Because it's not just hair and sweat pooling down there on the tiled floor. What makes locker rooms a little skankier than your standard shared facility is the warm, wet environment. Many don't have good ventilation, which essentially makes it a bumpin' silent rave for fungi, mold, and bacteria. If you're regularly using the locker room without some version of a foot rubber, she says it's fairly likely that you'll eventually pick up ringworm, athlete's foot, or some other kind of fungal infection.

Roberts says any locker room that has hundreds of people traipsing in and out of it needs to get scrubbed down at least once a day, and should probably be cleaned closer to three or four times daily. This isn't just a consideration for gym-goers, either. Especially in regions like the Pacific Northwest, where she lives and teaches, shower mold is a persistent problem even in private residences because of the damp, humid climate. "God forbid you're in a fraternity house, where the bathrooms get cleaned maybe once a quarter," she says.

On the less likely but far scarier side of things, you could contract a bacterial infection such as MRSA, an antibiotic-resistant strain of staph. Athlete's foot and other toenail infections can be extremely severe.

Ultimately, if you're hitting the treadmill at a boutique gym that's cleaned by folks who are as adept at tackling pube situations as Abbi is in the Soulstice locker rooms, you're probably okay. But if you're at a YMCA or a university health center that's only cleaned once a day or once a week, you definitely want to spend a few bucks on a pair of shower shoes. Just getting your feet off the shower bottom is usually adequate when it comes to avoiding infections.

If you forgot your flops, give the showers the old eyeball test—and if they don't look clean, you're better off skipping it. If you have open cuts or abrasions, it's a definite no-go; if you're someone who's prone to infections, have had athlete's foot before or are otherwise immunocompromised, you need to take extra steps to protect yourself, and should maybe consider keeping an antifungal powder in your gym bag.

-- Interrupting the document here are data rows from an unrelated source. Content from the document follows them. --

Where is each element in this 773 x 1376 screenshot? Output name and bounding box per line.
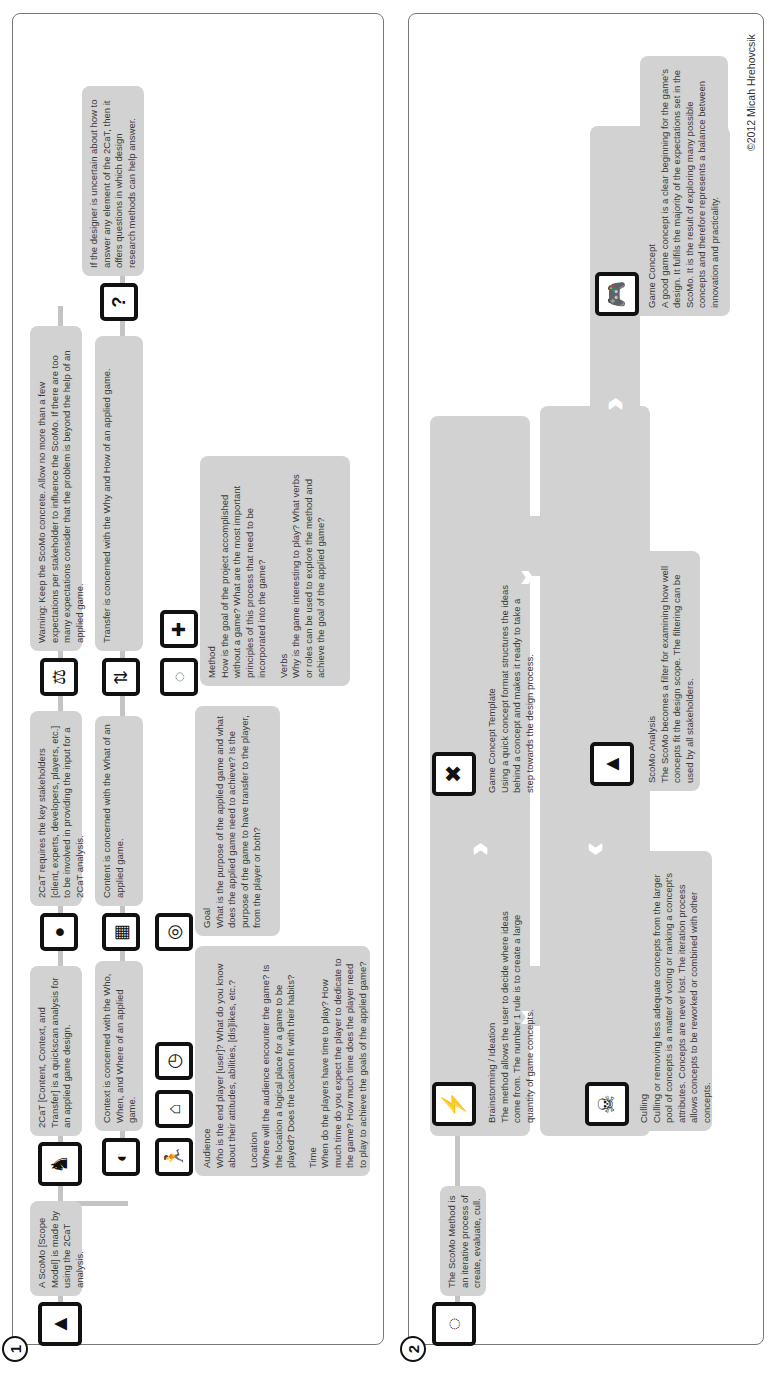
tools-icon: ✖ xyxy=(432,752,476,796)
head-icon: ● xyxy=(40,913,78,951)
arrow-chevrons: ››› xyxy=(595,407,629,411)
poster: ▲ 1 A ScoMo [Scope Model] is made by usi… xyxy=(0,0,773,1376)
cycle-icon: ◌ xyxy=(160,658,198,696)
arrow-chevrons: ‹‹‹ xyxy=(575,852,609,856)
step-culling: CullingCulling or removing less adequate… xyxy=(632,851,712,1131)
context-box: Context is concerned with the Who, When,… xyxy=(95,961,143,1131)
triforce-icon: ▲ xyxy=(590,742,634,786)
step-brainstorming: Brainstorming / IdeationThe method allow… xyxy=(480,901,530,1131)
section-number-1: 1 xyxy=(2,1336,28,1362)
target-icon: ◎ xyxy=(155,913,193,951)
stakeholders-icon: ♞ xyxy=(38,1142,82,1186)
question-icon: ? xyxy=(100,283,138,321)
transfer-box: Transfer is concerned with the Why and H… xyxy=(95,336,143,651)
method-intro-box: The ScoMo Method is an iterative process… xyxy=(440,1186,486,1296)
content-box: Content is concerned with the What of an… xyxy=(95,716,143,906)
triforce-icon: ▲ xyxy=(38,1302,82,1346)
running-man-icon: 🏃 xyxy=(155,1138,193,1176)
step-game-concept: Game ConceptA good game concept is a cle… xyxy=(640,56,728,316)
copyright: ©2012 Micah Hrehovcsik xyxy=(745,34,757,151)
gamepad-icon: 🎮 xyxy=(595,272,639,316)
globe-icon: ◐ xyxy=(102,1138,140,1176)
chip-icon: ▦ xyxy=(102,913,140,951)
skull-bones-icon: ☠ xyxy=(585,1082,629,1126)
clock-icon: ◷ xyxy=(155,1042,193,1080)
section-number-2: 2 xyxy=(400,1336,426,1362)
scale-icon: ⚖ xyxy=(40,658,78,696)
cycle-arrows-icon: ◌ xyxy=(432,1302,476,1346)
house-icon: ⌂ xyxy=(155,1090,193,1128)
context-details-box: AudienceWho is the end player [user]? Wh… xyxy=(195,946,370,1176)
uncertain-box: If the designer is uncertain about how t… xyxy=(82,86,144,276)
stakeholders-box: 2CaT requires the key stakeholders [clie… xyxy=(30,711,82,906)
warning-box: Warning: Keep the ScoMo concrete. Allow … xyxy=(30,326,82,651)
twocat-box: 2CaT [Content, Context, and Transfer] is… xyxy=(30,966,82,1136)
step-scomo-analysis: ScoMo AnalysisThe ScoMo becomes a filter… xyxy=(640,551,700,791)
transfer-details-box: MethodHow is the goal of the project acc… xyxy=(200,456,350,686)
intro-box: A ScoMo [Scope Model] is made by using t… xyxy=(30,1201,82,1296)
flow-band xyxy=(500,516,580,576)
transfer-arrows-icon: ⇅ xyxy=(102,658,140,696)
puzzle-icon: ✚ xyxy=(160,610,198,648)
content-details-box: GoalWhat is the purpose of the applied g… xyxy=(195,706,280,936)
arrow-chevrons: ››› xyxy=(460,852,494,856)
step-template: Game Concept TemplateUsing a quick conce… xyxy=(480,571,530,801)
brain-lightning-icon: ⚡ xyxy=(432,1082,476,1126)
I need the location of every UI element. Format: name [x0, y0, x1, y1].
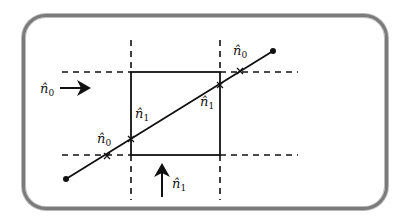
diagram-canvas: n̂0 n̂1 n̂0 n̂0 n̂1 n̂1 — [0, 0, 402, 219]
ray-start-dot — [63, 176, 69, 182]
label-incoming-bottom: n̂1 — [172, 176, 186, 193]
label-box-left-intersect: n̂1 — [135, 106, 149, 123]
ray-line — [66, 51, 273, 179]
ray-end-dot — [270, 48, 276, 54]
label-incoming-left: n̂0 — [40, 81, 54, 98]
label-cross-lower-left: n̂0 — [97, 131, 111, 148]
label-box-right-intersect: n̂1 — [200, 94, 214, 111]
label-cross-upper-right: n̂0 — [233, 43, 247, 60]
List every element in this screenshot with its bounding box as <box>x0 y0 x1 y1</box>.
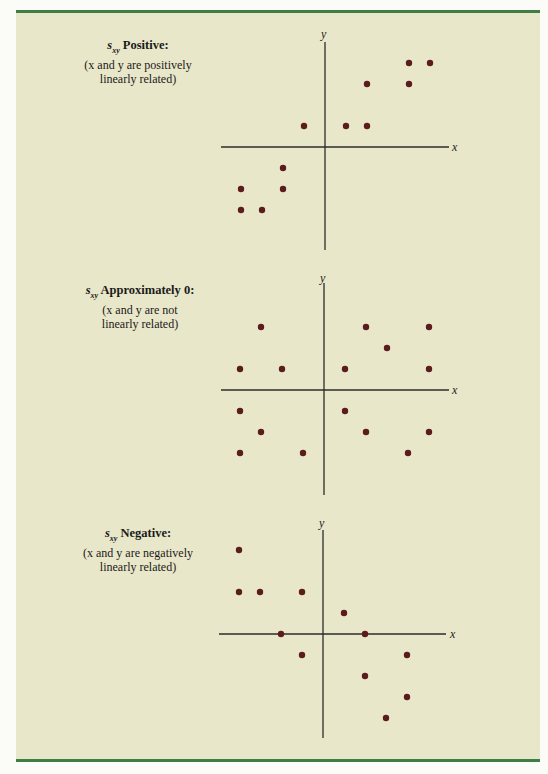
data-point <box>426 324 432 330</box>
data-point <box>363 324 369 330</box>
y-axis-label: y <box>320 27 327 41</box>
y-axis-label: y <box>319 271 326 285</box>
data-point <box>405 450 411 456</box>
data-point <box>363 429 369 435</box>
scatter-negative: x y <box>219 516 456 738</box>
data-point <box>301 123 307 129</box>
data-point <box>404 652 410 658</box>
y-axis-label: y <box>318 516 325 530</box>
data-point <box>406 60 412 66</box>
x-axis-label: x <box>451 383 458 397</box>
scatter-positive: x y <box>221 27 458 250</box>
data-point <box>404 694 410 700</box>
data-point <box>299 589 305 595</box>
data-point <box>236 547 242 553</box>
data-point <box>237 408 243 414</box>
x-axis-label: x <box>449 627 456 641</box>
data-point <box>427 60 433 66</box>
data-point <box>258 429 264 435</box>
data-point <box>342 408 348 414</box>
data-point <box>280 165 286 171</box>
data-point <box>383 715 389 721</box>
data-point <box>258 324 264 330</box>
data-point <box>280 186 286 192</box>
data-point <box>300 450 306 456</box>
scatter-approx-zero: x y <box>221 271 458 495</box>
scatter-plots: x y x y x y <box>0 0 548 774</box>
data-point <box>406 81 412 87</box>
x-axis-label: x <box>451 140 458 154</box>
data-point <box>237 450 243 456</box>
data-point <box>299 652 305 658</box>
data-point <box>236 589 242 595</box>
data-point <box>364 81 370 87</box>
data-point <box>259 207 265 213</box>
data-point <box>426 429 432 435</box>
data-point <box>257 589 263 595</box>
data-point <box>238 186 244 192</box>
data-point <box>362 673 368 679</box>
data-point <box>364 123 370 129</box>
data-point <box>237 366 243 372</box>
data-point <box>278 631 284 637</box>
data-point <box>426 366 432 372</box>
data-point <box>342 366 348 372</box>
data-point <box>238 207 244 213</box>
data-point <box>343 123 349 129</box>
data-point <box>362 631 368 637</box>
data-point <box>384 345 390 351</box>
data-point <box>279 366 285 372</box>
data-point <box>341 610 347 616</box>
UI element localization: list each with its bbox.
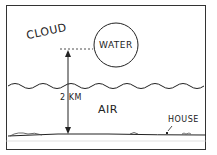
arrow-head-up-icon [65,50,71,57]
air-label: AIR [98,103,118,116]
ground-bump [130,133,138,135]
distance-label: 2 KM [60,93,82,102]
cloud-base-wavy-line [8,84,204,89]
diagram-drawing [0,0,217,155]
house-marker-icon [166,132,168,134]
arrow-head-down-icon [65,127,71,134]
water-label: WATER [99,40,133,50]
grass-tufts [182,133,191,134]
house-pointer-line [168,126,172,131]
house-label: HOUSE [168,115,199,124]
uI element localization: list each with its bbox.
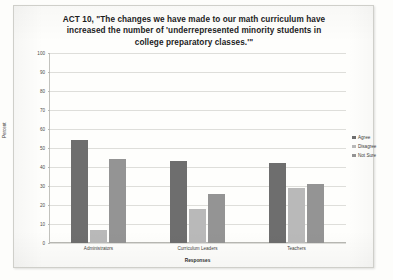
y-axis-tick-label: 60 bbox=[25, 127, 45, 132]
y-axis-tick-label: 90 bbox=[25, 70, 45, 75]
chart-title: ACT 10, "The changes we have made to our… bbox=[44, 14, 344, 48]
plot-area bbox=[49, 53, 346, 243]
gridline bbox=[49, 243, 346, 244]
x-axis-category-labels: AdministratorsCurriculum LeadersTeachers bbox=[49, 246, 346, 258]
y-axis-title: Percent bbox=[2, 122, 7, 138]
x-axis-category-label: Administrators bbox=[49, 246, 148, 251]
y-axis-tick-labels: 0102030405060708090100 bbox=[23, 53, 45, 243]
bar bbox=[269, 163, 287, 243]
chart-title-line-3: college preparatory classes.'" bbox=[44, 37, 344, 48]
legend-label: Not Sure bbox=[358, 153, 376, 158]
y-axis-tick-mark bbox=[48, 110, 50, 111]
y-axis-tick-label: 50 bbox=[25, 146, 45, 151]
gridline bbox=[49, 186, 346, 187]
y-axis-tick-label: 70 bbox=[25, 108, 45, 113]
legend-label: Disagree bbox=[358, 144, 376, 149]
gridline bbox=[49, 148, 346, 149]
gridline bbox=[49, 110, 346, 111]
legend-item[interactable]: Not Sure bbox=[352, 151, 393, 160]
y-axis-tick-mark bbox=[48, 148, 50, 149]
bar bbox=[90, 230, 108, 243]
y-axis-tick-mark bbox=[48, 129, 50, 130]
y-axis-tick-label: 30 bbox=[25, 184, 45, 189]
bar bbox=[208, 194, 226, 243]
chart-legend: AgreeDisagreeNot Sure bbox=[352, 133, 393, 160]
y-axis-tick-label: 40 bbox=[25, 165, 45, 170]
chart-sheet: ACT 10, "The changes we have made to our… bbox=[13, 5, 374, 268]
y-axis-tick-label: 10 bbox=[25, 222, 45, 227]
chart-title-line-1: ACT 10, "The changes we have made to our… bbox=[44, 14, 344, 25]
bar bbox=[170, 161, 188, 243]
y-axis-tick-label: 80 bbox=[25, 89, 45, 94]
bar bbox=[307, 184, 325, 243]
legend-swatch-icon bbox=[352, 145, 356, 149]
gridline bbox=[49, 91, 346, 92]
bar bbox=[189, 209, 207, 243]
bar bbox=[71, 140, 89, 243]
gridline bbox=[49, 72, 346, 73]
y-axis-tick-mark bbox=[48, 243, 50, 244]
y-axis-tick-mark bbox=[48, 224, 50, 225]
y-axis-tick-mark bbox=[48, 205, 50, 206]
legend-swatch-icon bbox=[352, 154, 356, 158]
y-axis-tick-mark bbox=[48, 53, 50, 54]
x-axis-category-label: Curriculum Leaders bbox=[148, 246, 247, 251]
x-axis-category-label: Teachers bbox=[247, 246, 346, 251]
y-axis-tick-mark bbox=[48, 72, 50, 73]
legend-label: Agree bbox=[358, 135, 370, 140]
chart-title-line-2: increased the number of 'underrepresente… bbox=[44, 25, 344, 36]
legend-item[interactable]: Disagree bbox=[352, 142, 393, 151]
y-axis-tick-mark bbox=[48, 91, 50, 92]
legend-swatch-icon bbox=[352, 136, 356, 140]
bar bbox=[109, 159, 127, 243]
bar bbox=[288, 188, 306, 243]
y-axis-tick-mark bbox=[48, 167, 50, 168]
y-axis-tick-label: 100 bbox=[25, 51, 45, 56]
x-axis-title: Responses bbox=[49, 258, 346, 263]
gridline bbox=[49, 167, 346, 168]
y-axis-tick-label: 20 bbox=[25, 203, 45, 208]
y-axis-tick-mark bbox=[48, 186, 50, 187]
scanned-page: ACT 10, "The changes we have made to our… bbox=[0, 0, 393, 280]
gridline bbox=[49, 53, 346, 54]
legend-item[interactable]: Agree bbox=[352, 133, 393, 142]
gridline bbox=[49, 129, 346, 130]
y-axis-tick-label: 0 bbox=[25, 241, 45, 246]
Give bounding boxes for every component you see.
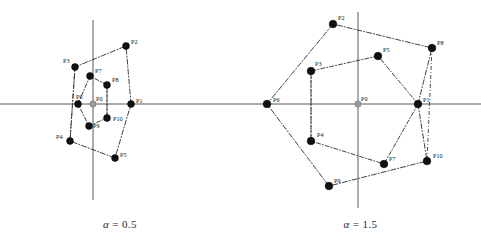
data-point-p10[interactable]	[104, 115, 111, 122]
point-label-p3: P3	[63, 57, 70, 64]
data-point-p6[interactable]	[75, 101, 82, 108]
plot-panel-alpha-1-5: P1 P2 P3 P4 P5 P6 P7 P8 P9 P10 P0 α = 1.…	[240, 0, 481, 248]
data-point-p4[interactable]	[307, 137, 315, 145]
data-point-p1[interactable]	[414, 100, 422, 108]
caption-alpha-0-5: α = 0.5	[0, 218, 240, 230]
point-label-p10: P10	[433, 152, 443, 159]
data-point-p3[interactable]	[72, 64, 79, 71]
point-label-p0: P0	[361, 95, 368, 102]
inner-polygon	[311, 56, 418, 164]
point-label-p1: P1	[136, 97, 143, 104]
data-point-p3[interactable]	[307, 67, 315, 75]
outer-polygon	[267, 24, 432, 186]
point-label-p3: P3	[315, 60, 322, 67]
point-label-p8: P8	[112, 76, 119, 83]
point-label-p2: P2	[131, 38, 138, 45]
data-point-p8[interactable]	[428, 44, 436, 52]
point-label-p5: P5	[120, 151, 127, 158]
point-label-p1: P1	[423, 96, 430, 103]
data-point-p5[interactable]	[374, 52, 382, 60]
plot-panel-alpha-0-5: P1 P2 P3 P4 P5 P6 P7 P8 P9 P10 P0 α = 0.…	[0, 0, 240, 248]
point-label-p4: P4	[56, 133, 63, 140]
data-point-p7[interactable]	[380, 160, 388, 168]
data-point-p4[interactable]	[67, 138, 74, 145]
data-point-p7[interactable]	[87, 73, 94, 80]
data-point-p9[interactable]	[86, 123, 93, 130]
caption-alpha-value: = 1.5	[350, 218, 378, 230]
point-label-p5: P5	[383, 46, 390, 53]
data-point-p2[interactable]	[329, 20, 337, 28]
plot-svg-alpha-1-5: P1 P2 P3 P4 P5 P6 P7 P8 P9 P10 P0	[240, 0, 481, 212]
point-label-p0: P0	[96, 95, 103, 102]
point-label-p9: P9	[93, 122, 100, 129]
figure-container: P1 P2 P3 P4 P5 P6 P7 P8 P9 P10 P0 α = 0.…	[0, 0, 481, 248]
point-label-p4: P4	[317, 131, 324, 138]
point-label-p6: P6	[273, 96, 280, 103]
point-label-p7: P7	[95, 67, 102, 74]
data-point-p5[interactable]	[112, 155, 119, 162]
point-label-p7: P7	[389, 155, 396, 162]
data-point-p1[interactable]	[128, 101, 135, 108]
caption-alpha-1-5: α = 1.5	[240, 218, 481, 230]
point-label-p6: P6	[76, 93, 83, 100]
point-label-p10: P10	[113, 115, 123, 122]
caption-alpha-value: = 0.5	[109, 218, 137, 230]
point-label-p8: P8	[437, 39, 444, 46]
data-point-p8[interactable]	[104, 82, 111, 89]
data-point-p2[interactable]	[123, 43, 130, 50]
data-point-p9[interactable]	[325, 182, 333, 190]
point-label-p2: P2	[338, 14, 345, 21]
data-point-p10[interactable]	[423, 157, 431, 165]
point-label-p9: P9	[334, 177, 341, 184]
plot-svg-alpha-0-5: P1 P2 P3 P4 P5 P6 P7 P8 P9 P10 P0	[0, 0, 240, 212]
data-point-p6[interactable]	[263, 100, 271, 108]
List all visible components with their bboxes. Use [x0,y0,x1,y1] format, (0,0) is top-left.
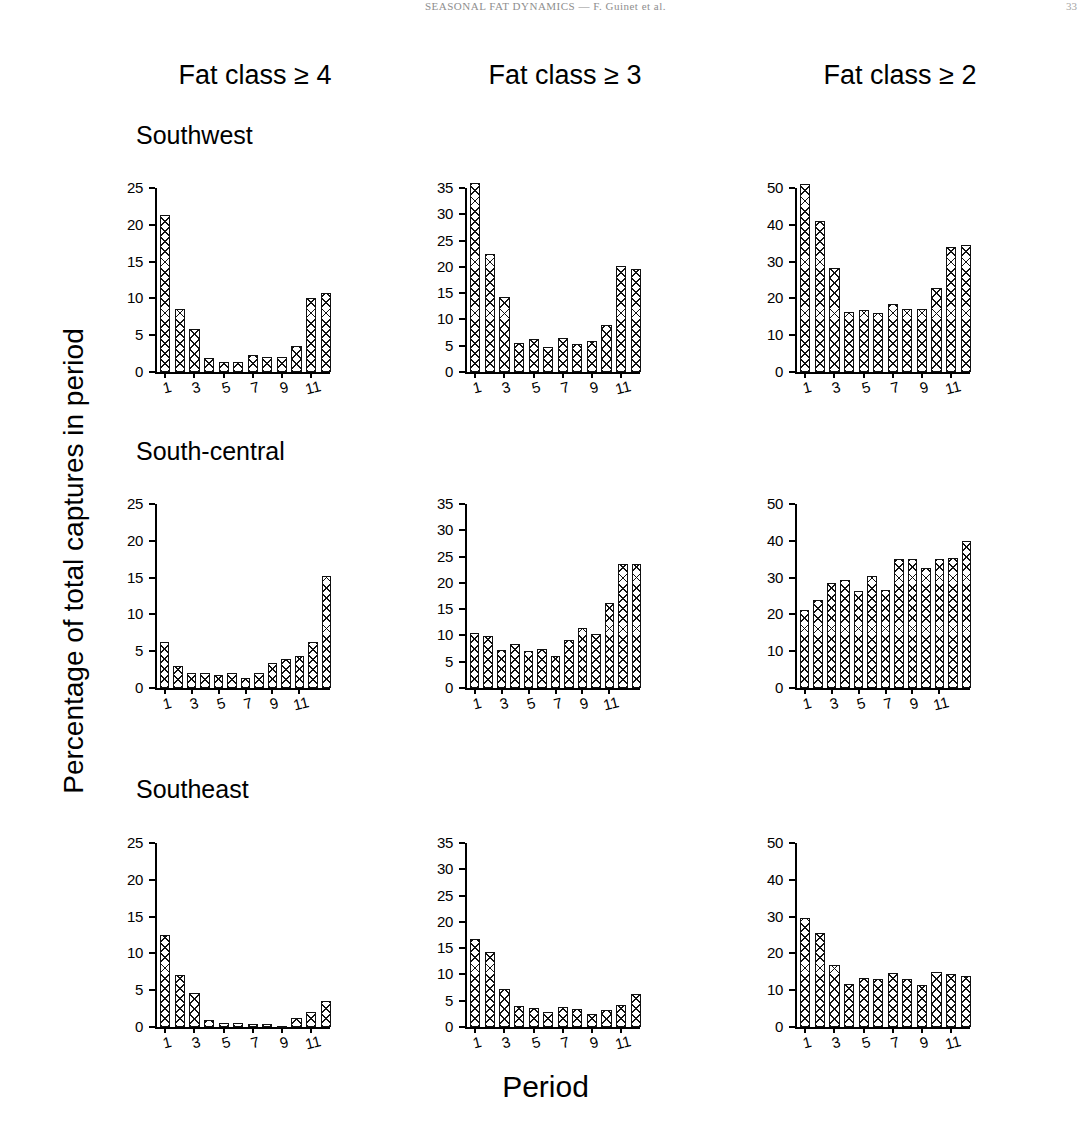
bar [200,673,209,688]
bar [631,269,641,372]
y-tick-label: 15 [417,600,453,617]
y-tick [459,345,465,347]
x-tick-label: 3 [827,377,847,397]
bar [962,541,971,688]
x-tick [245,689,247,694]
x-tick-label: 9 [584,377,604,397]
x-tick-label: 1 [158,1032,178,1052]
bar [800,610,809,688]
x-tick [892,1028,894,1033]
y-tick-label: 0 [417,1018,453,1035]
x-axis-line [465,1027,640,1029]
x-tick-label: 7 [245,1032,265,1052]
y-tick [149,261,155,263]
x-tick [252,1028,254,1033]
bar [499,989,509,1027]
y-tick [459,582,465,584]
y-tick [789,334,795,336]
y-tick [789,371,795,373]
y-tick [149,1026,155,1028]
x-tick [193,373,195,378]
x-tick [562,1028,564,1033]
x-tick [833,1028,835,1033]
y-tick-label: 30 [417,205,453,222]
y-tick-label: 35 [417,495,453,512]
bar [268,663,277,688]
y-tick [789,577,795,579]
y-tick [149,952,155,954]
y-tick-label: 5 [417,337,453,354]
y-tick [459,921,465,923]
x-tick-label: 1 [468,1032,488,1052]
y-tick [789,613,795,615]
row-title-southwest: Southwest [136,121,253,150]
y-tick-label: 10 [417,965,453,982]
bar [262,357,272,372]
y-tick [459,1026,465,1028]
y-tick-label: 0 [417,363,453,380]
x-tick-label: 3 [827,1032,847,1052]
bar [881,590,890,688]
bar [485,254,495,372]
y-tick-label: 40 [747,532,783,549]
y-tick-label: 5 [107,981,143,998]
y-tick-label: 20 [107,532,143,549]
x-tick-label: 11 [613,377,633,397]
x-tick [533,373,535,378]
y-tick [459,292,465,294]
y-tick-label: 10 [747,981,783,998]
y-tick-label: 25 [107,179,143,196]
bar [902,979,912,1027]
x-tick-label: 11 [932,693,952,713]
x-axis-line [465,688,640,690]
x-tick-label: 3 [824,693,844,713]
x-tick-label: 9 [265,693,285,713]
y-tick [149,989,155,991]
figure-panel-grid: Fat class ≥ 4 Fat class ≥ 3 Fat class ≥ … [0,0,1091,1136]
bar [917,309,927,372]
y-tick [459,187,465,189]
bar [306,1012,316,1027]
x-tick-label: 11 [303,377,323,397]
bar [308,642,317,688]
bar [499,297,509,372]
bar [844,312,854,372]
y-tick [789,1026,795,1028]
y-tick [789,540,795,542]
bar [616,266,626,372]
x-tick [528,689,530,694]
bar [321,1001,331,1027]
y-tick [789,650,795,652]
y-tick [149,687,155,689]
y-tick [789,187,795,189]
bar [189,993,199,1027]
chart-panel: 010203040501357911 [795,188,1010,422]
bar [813,600,822,688]
y-tick [789,503,795,505]
bar [961,976,971,1027]
y-tick [149,577,155,579]
x-tick [298,689,300,694]
bar [219,1023,229,1027]
y-tick [459,895,465,897]
x-tick-label: 1 [798,377,818,397]
y-tick [149,540,155,542]
y-tick-label: 25 [417,548,453,565]
x-tick [831,689,833,694]
bar [173,666,182,688]
x-tick [503,1028,505,1033]
y-tick [459,266,465,268]
y-tick-label: 50 [747,495,783,512]
x-tick-label: 7 [548,693,568,713]
x-tick [858,689,860,694]
bar [587,341,597,372]
bar [815,933,825,1027]
bar [160,935,170,1027]
x-tick-label: 1 [467,693,487,713]
y-tick-label: 35 [417,834,453,851]
y-tick-label: 20 [747,289,783,306]
y-tick-label: 20 [747,605,783,622]
chart-panel: 051015202530351357911 [465,188,680,422]
x-tick [271,689,273,694]
x-tick [833,373,835,378]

That said, there will be a day you gym-shower unprotected. It might be later today, even after you've just read this, you rebel. In this case, dry your feet off like a champ post-shower and air them out before you put your shoes back on. Roberts adds that if you develop any kind of "skin eruption"—sorry, her words—that's unlike something you've had before and doesn't go away in a few days, for the love of god, see a doctor, especially if it's hot to the touch or if you're running a fever.